When the opera is over, the lounger of the stalls leaves his place by the orchestra, and loiters in the winter night outside the stage-door. Perhaps he is enamoured of some lovely coryphée—lovely in all the gorgeousness of flake white and liquid rouge; and yet that can scarcely be, or he would be still in the stalls, or hovering about the side-scenes, for the ballet is not over. Two or three carriages, belonging to the principal singers, are waiting at the stage-door. Presently a tall, stylish-looking man, in a loose over-coat, emerges; a groom opens the door of a well-appointed little brougham, but the gentleman says—

"No, Farée, you can go home. I shall walk."

"But, monsieur," remonstrates the man, "monsieur is not aware that it rains."

Monsieur says he is quite aware of the rain; but that he has an umbrella, and prefers walking. So the brougham drives off with the distressed Farée, who consoles himself at a café high up on the boulevard, where he plays écarté with a limp little pack of cards, and drinks effervescing lemonade.

The lounger of the stalls, standing in the shadow, hears this little dialogue, and sees also, by the light of the carriage-lamps, that the gentleman in the loose coat is no less a personage than the hero of the opera. The lounger also seems to be indifferent to the rain, and to have a fancy for walking; for when Elvino crosses the road and turns into an opposite street, the lounger follows. It is a dark night, with a little drizzling rain—a night by no means calculated to tempt an elegantly-dressed young man to brave all the disagreeables and perils of dirty pavements and overflowing gutters; but neither Elvino nor the lounger seem to care for mud or rain, for they walk at a rapid pace through several streets—the lounger always a good way behind and always in the shadow. He has a light step, which wakes no echo on the wet pavement; and the fashionable tenor has no idea that he is followed. He walks through long narrow streets to the Rue Rivoli, thence across one of the bridges. Presently he enters a very aristocratic but retired street, in a lonely quarter of the city. The distant roll of carriages and the tramp of a passing gendarmes are the only sounds that break the silence. There is not a creature to be seen in the wide street but the two men. Elvino turns to look about him, sees no one, and walks on till he comes to a mansion at the corner, screened from the street by a high wall, with great gates and a porter's lodge. Detached from the house, and sheltered by an angle of the wall, is a little pavilion, the windows of which look into the courtyard or garden within. Close to this pavilion is a narrow low door of carved oak, studded with great iron nails, and almost hidden in the heavy masonry of the wall which frames it. The house in early times has been a convent, and is now the property of the Marquis de Cevennes. Elvino, with one more glance up and down the dimly-lighted street, approaches this doorway, and stooping down to the key-hole whistles softly three bars of a melody from Don Giovanni—La ci darem la mano.

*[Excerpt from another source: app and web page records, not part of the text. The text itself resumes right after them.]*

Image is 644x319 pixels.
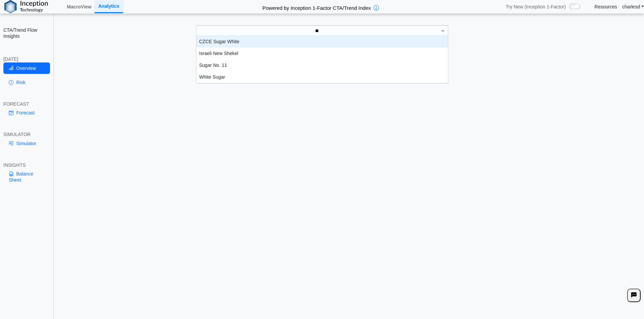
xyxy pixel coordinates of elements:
a: Overview [4,62,50,74]
a: Simulator [4,138,50,149]
a: Analytics [95,1,124,13]
span: Try New (Inception 1-Factor) [506,4,566,10]
div: [DATE] [4,56,50,62]
h2: CTA/Trend Flow Insights [4,27,50,39]
a: Balance Sheet [4,168,50,186]
a: Resources [595,4,618,10]
div: SIMULATOR [4,131,50,137]
h5: Positioning data updated at previous day close; Price and Flow estimates updated intraday (15-min... [57,53,641,58]
div: FORECAST [4,101,50,107]
div: grid [196,36,448,83]
h2: Powered by Inception 1-Factor CTA/Trend Index [260,2,373,11]
div: INSIGHTS [4,162,50,168]
a: Forecast [4,107,50,119]
div: White Sugar [196,71,448,83]
div: Israeli New Shekel [196,48,448,60]
a: Risk [4,77,50,88]
div: CZCE Sugar White [196,36,448,48]
a: charlesd [623,4,644,10]
div: Sugar No. 11 [196,60,448,71]
h3: Please Select an Asset to Start [56,78,642,85]
a: MacroView [64,1,95,12]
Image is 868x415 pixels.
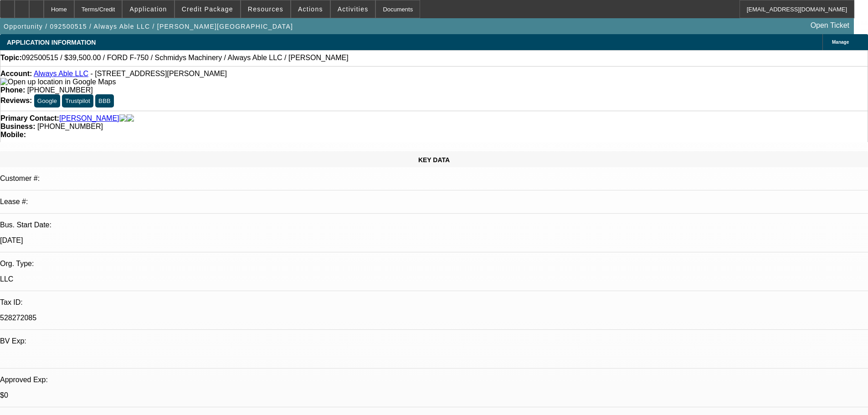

"So!" says the lounger, standing in the shadow of a house opposite, "we are getting deeper into the mystery; the curtain is up, and the play is going to begin."

As the clocks of Paris chime the half-hour after eleven the little door turns on its hinges, and a faint light in the courtyard within falls upon the figure of the fashionable tenor. This light comes from a lamp in the hand of a pretty-looking, smartly-dressed girl, who has opened the door.

"She is not the woman I took her for, this Valerie," says the lounger, "or she would have opened that door herself. She makes her waiting-maid her confidante—a false step, which proves her either stupid or inexperienced. Not stupid; her face gives the lie to that. Inexperienced then. So much the better."

As the spy meditates thus, Elvino passes through the doorway, stooping as he crosses the threshold, and the light disappears.

"This is either a private marriage, or something worse," mutters the lounger. "Scarcely the last. Hers is the face of a woman capable of a madness, but not of degradation—the face of a Phaedra rather than a Messalina. I have seen enough of the play for to-night."